> YOUR OBJECTIVE
Set down again each entry exactly as it reads, pictures excluded.
--- START ---
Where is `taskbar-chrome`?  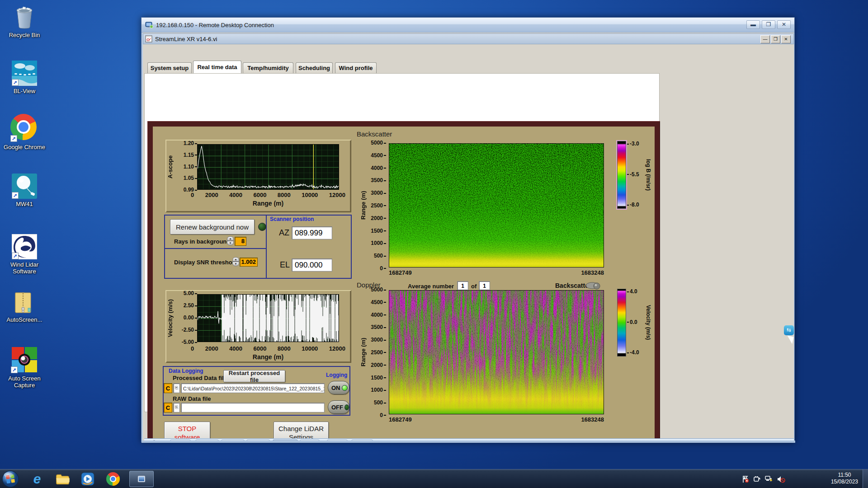
taskbar-chrome is located at coordinates (113, 479).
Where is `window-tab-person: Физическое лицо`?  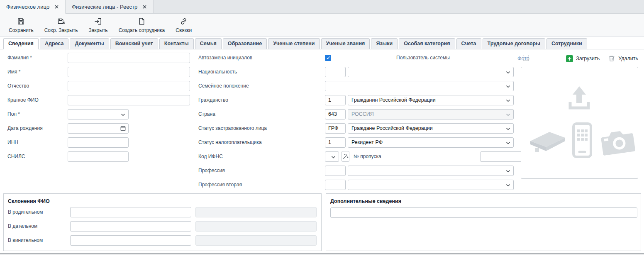
window-tab-person: Физическое лицо is located at coordinates (33, 7).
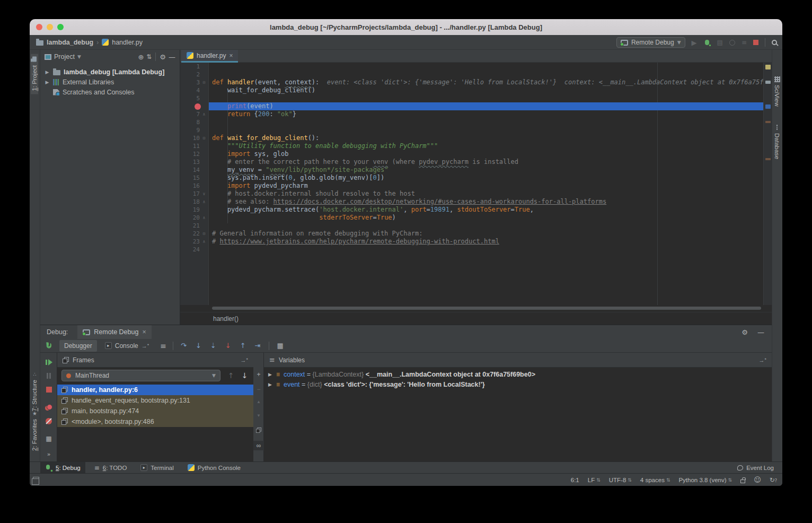  What do you see at coordinates (773, 480) in the screenshot?
I see `updates-icon: ↻?` at bounding box center [773, 480].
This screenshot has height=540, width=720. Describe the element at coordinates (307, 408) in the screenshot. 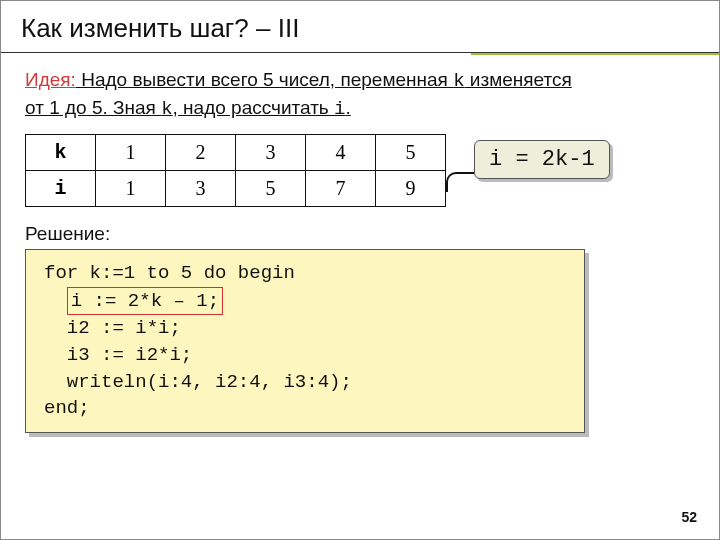

I see `code-line: end;` at that location.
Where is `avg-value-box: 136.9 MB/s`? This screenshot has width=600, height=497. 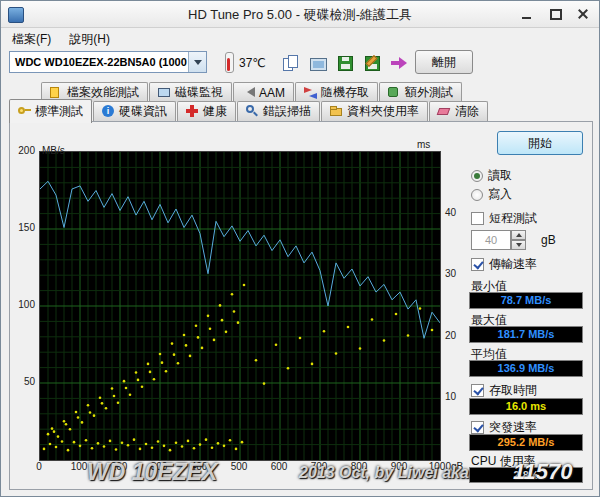
avg-value-box: 136.9 MB/s is located at coordinates (526, 368).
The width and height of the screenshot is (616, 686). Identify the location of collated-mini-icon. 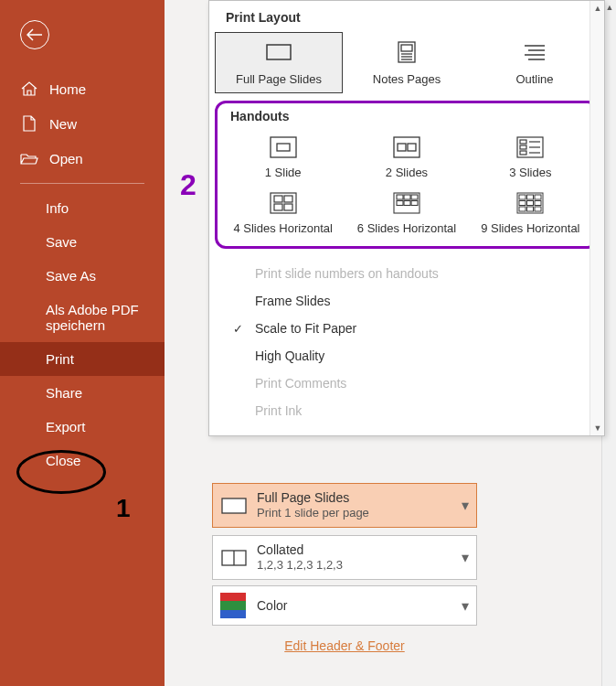
(234, 558).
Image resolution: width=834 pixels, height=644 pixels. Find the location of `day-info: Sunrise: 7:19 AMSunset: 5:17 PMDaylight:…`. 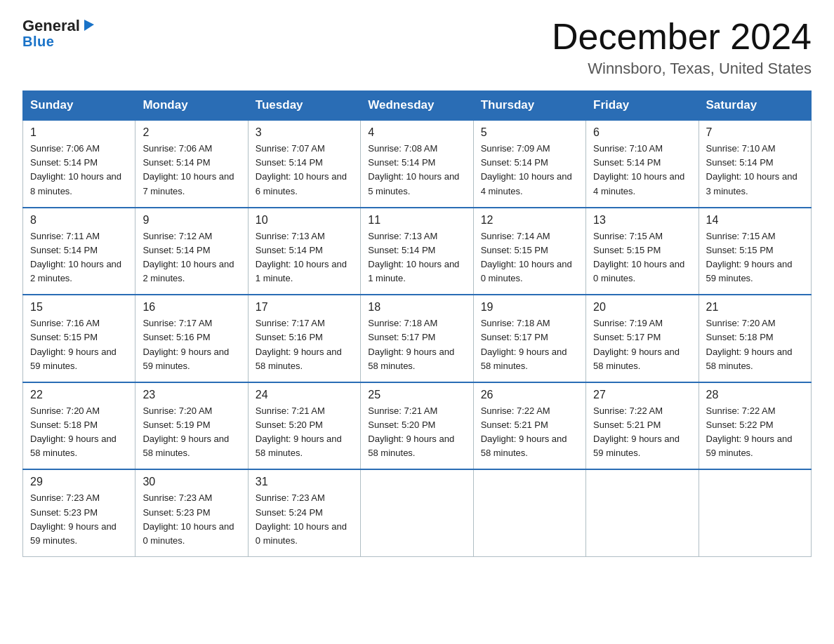

day-info: Sunrise: 7:19 AMSunset: 5:17 PMDaylight:… is located at coordinates (636, 344).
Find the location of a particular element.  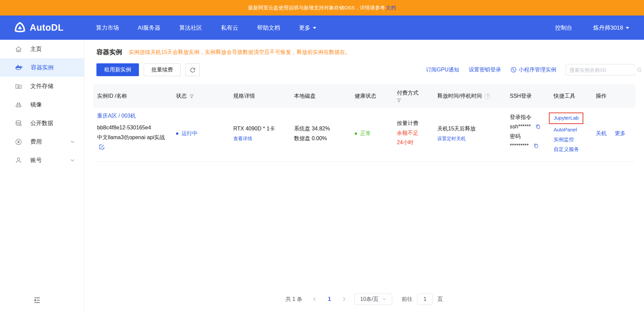

balance-warning: 余额不足24小时 is located at coordinates (410, 138).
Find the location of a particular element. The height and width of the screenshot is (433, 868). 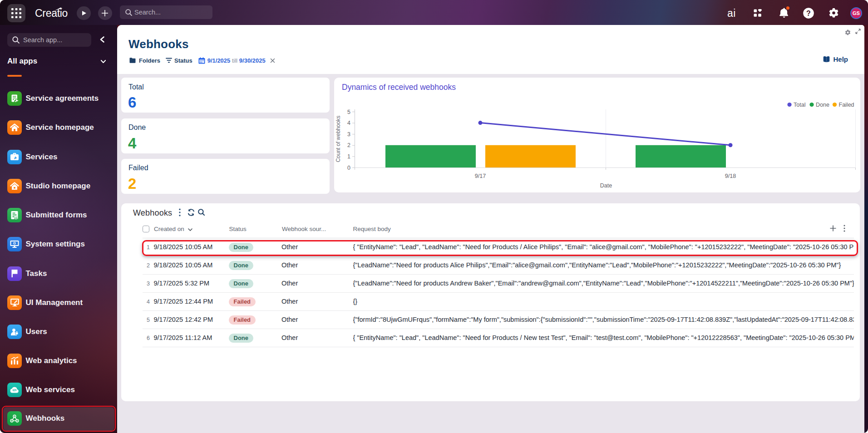

svg-text: 9/18 is located at coordinates (730, 176).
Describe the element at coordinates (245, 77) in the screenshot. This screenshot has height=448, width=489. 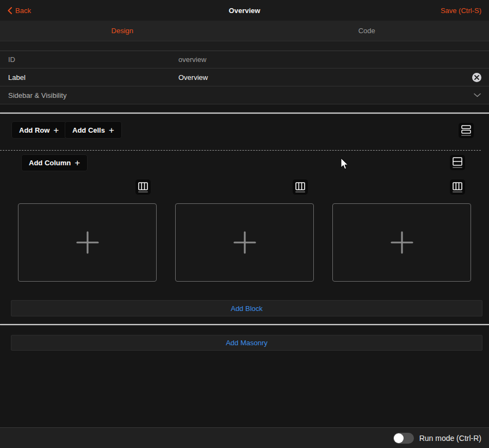
I see `form-row-label: Label Overview` at that location.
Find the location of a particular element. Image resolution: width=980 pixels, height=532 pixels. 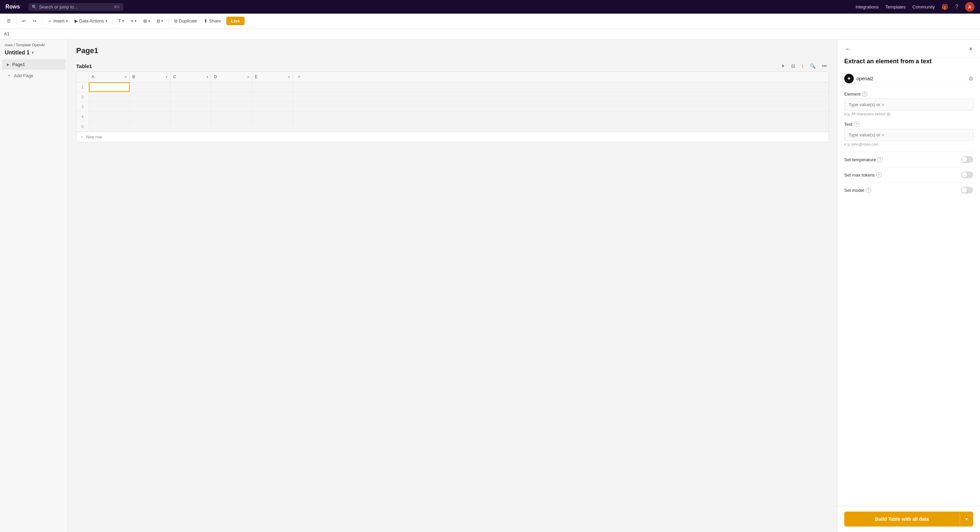

integrations-link: Integrations is located at coordinates (867, 7).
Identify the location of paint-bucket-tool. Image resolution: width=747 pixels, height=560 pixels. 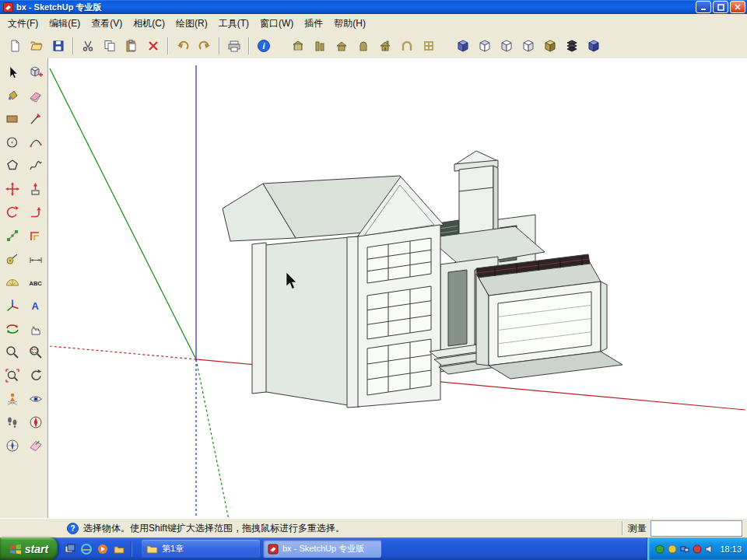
--- END ---
> RESPONSE FOR THIS EXERCISE
Where is `taskbar-chrome`?  
taskbar-chrome is located at coordinates (113, 479).
Where is `window-tab-person: Физическое лицо`?  
window-tab-person: Физическое лицо is located at coordinates (33, 7).
  What do you see at coordinates (773, 480) in the screenshot?
I see `updates-icon: ↻?` at bounding box center [773, 480].
This screenshot has height=540, width=720. Describe the element at coordinates (307, 408) in the screenshot. 

I see `code-line: end;` at that location.
Where is `avg-value-box: 136.9 MB/s`? This screenshot has width=600, height=497. 
avg-value-box: 136.9 MB/s is located at coordinates (526, 368).
The width and height of the screenshot is (616, 686). Identify the location of collated-mini-icon. 
(234, 558).
Image resolution: width=834 pixels, height=644 pixels. Find the location of `day-info: Sunrise: 7:19 AMSunset: 5:17 PMDaylight:…`. 

day-info: Sunrise: 7:19 AMSunset: 5:17 PMDaylight:… is located at coordinates (636, 344).
Find the location of a particular element.  

balance-warning: 余额不足24小时 is located at coordinates (410, 138).
Find the location of a particular element. The height and width of the screenshot is (433, 868). 

svg-text: 9/18 is located at coordinates (730, 176).
Describe the element at coordinates (245, 77) in the screenshot. This screenshot has height=448, width=489. 
I see `form-row-label: Label Overview` at that location.
Find the location of a particular element. Image resolution: width=980 pixels, height=532 pixels. 

integrations-link: Integrations is located at coordinates (867, 7).
Identify the location of paint-bucket-tool. Image resolution: width=747 pixels, height=560 pixels. 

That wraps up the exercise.